1) we want to have the freedom to tweak, improve and experiment with
new ideas easily without worrying about compatibility. Like, the way
JS interfaces are exposed (we want to use this
https://tc39.github.io/ecma262/#sec-hostresolveimportedmodule), finer
control over the history and document state (cancelling pending
pipelines, creating prerendering pipelines, controlling frozen state,
rewrite history, …), delegating IO and session management, delegate
session restore (see the LoadData struct we use all over the draft
API)…  If we start forking the API, then at the end, I believe there's
no point of having a compatible API. Also, the same as for CEF, I hope
we could easily re-implement such a generic API based on a lower-level
Servo API.

2) we really want to have a better control over the compositor and
viewport geometry. There are multiple behaviours we found impossible
to implement today. For example: configure overscroll behaviour at
anytime and for any frame edge (it's possible in webkit, but not from
the embedder realm), dissociating clipping area and content area (see
browserview.rs for use cases), animate - in a performant way - the way
content is clipped (driven by a timing functions or by native events),
be able to transform/composite the viewports easily, rendering "frozen
pipelines" (documents from the history)…

>> - it is Rust-first. Then bindings for JavaScript and any other popular 
>> language
>
> That makes sense, given that Servo is implemented in Rust. I'm not familiar 
> with the state of Rust to C++ bindings, but presumably that's the easy part 
> of creating a C++ binding that looks like Quantum's or Blink's API. The 
> harder part is harmonizing the API concepts.
>
>
>> - it doesn't bend existing web standards and pollute the code base
>
> By this do you mean primarily mozbrowser, or are there other issues with 
> existing embedding APIs that you're looking to avoid?

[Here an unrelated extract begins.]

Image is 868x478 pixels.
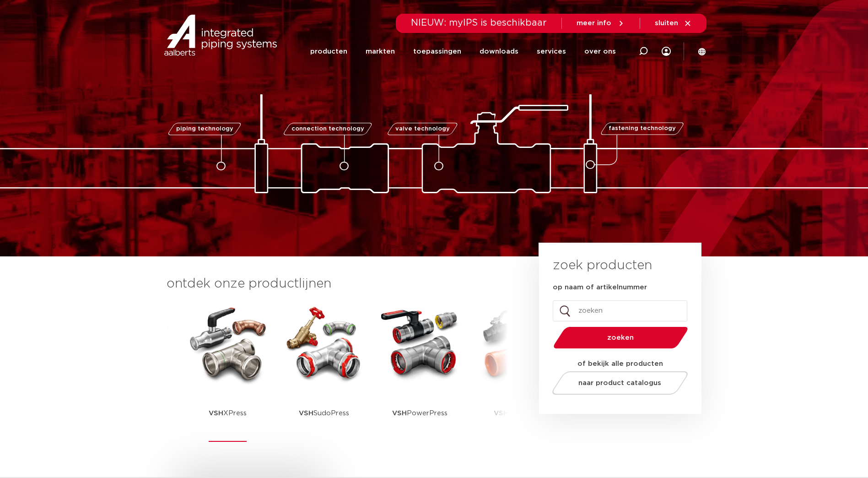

Primarily iframe mozbrowser. Both in Gecko (see the isapp/isbrowser
code in docshell) and Servo (see the iframe & constellation code).
But also some security policy (see the XHR Cors code in Gecko).

Having multiple code paths DOM events, security behaviours, browsing
context logic, etc - is messy.

There's also the security model in Electron that used to be wonky (the
node_integration + webview mess, and sandboxing). But things are being
fixed.

>> - it doesn't make assumption about how a web browser (the application)
>> is supposed to be working. A next-gen browser might want to go beyond
>> the regular urlbar+tabstrip design
>> - it delegates as much as possible to the embedder. Separation of
>> concerns: Servo renders web content. The rest is up to the embedder
>
> Right, this makes perfect sense, especially since there are a variety of use 
> cases for embedding a rendering engine, and they aren't all browsers.
>
> There may be some complexity to determining which specific parts of the 
> browser belong in the engine versus the embedder, but this is a good guiding 
> principle. It'll also be easier to pull parts into the engine later than to 
> pull them out of it.
>
>
>> - give deeper access to the engine, especially to the compositor and
>> events management
>
> I'm not familiar with the use cases for this, but from the proposal, it 
> sounds like you want to do some interesting experiments on a browser 
> interface.

Yes. There are multiple designs we have been trying to put together
but found just impossible to build in a performant way. A little bit
of control over the compositor and events is necessary.

> Seems reasonable, although I wonder if there's an abstraction for the common 
> cases of rendering some content in a rectangle.

For the compositor part, I don't think the common case might be too
difficult to implement.
For events routing, we could imagine have a default event handler, and
allow the embedder to override it.

>> I have also outlined a possible way of implementing a JS API as a
>> third-party project:
>> https://github.com/paulrouget/servo-embedding-api/blob/master/JS_API.md
>
> Would you be interested in using SpiderNode as this runtime? We used in 
> Positron to run Electron's Node modules and are now experimenting with using 
> in Firefox to enable WebExtensions to spawn Node child processes. Using it 
> would give you the Node APIs implemented on top of libuv, plus third-party 
> APIs available via NPM.

I'll let Till answer this. I don't know much about what we want for the runtime.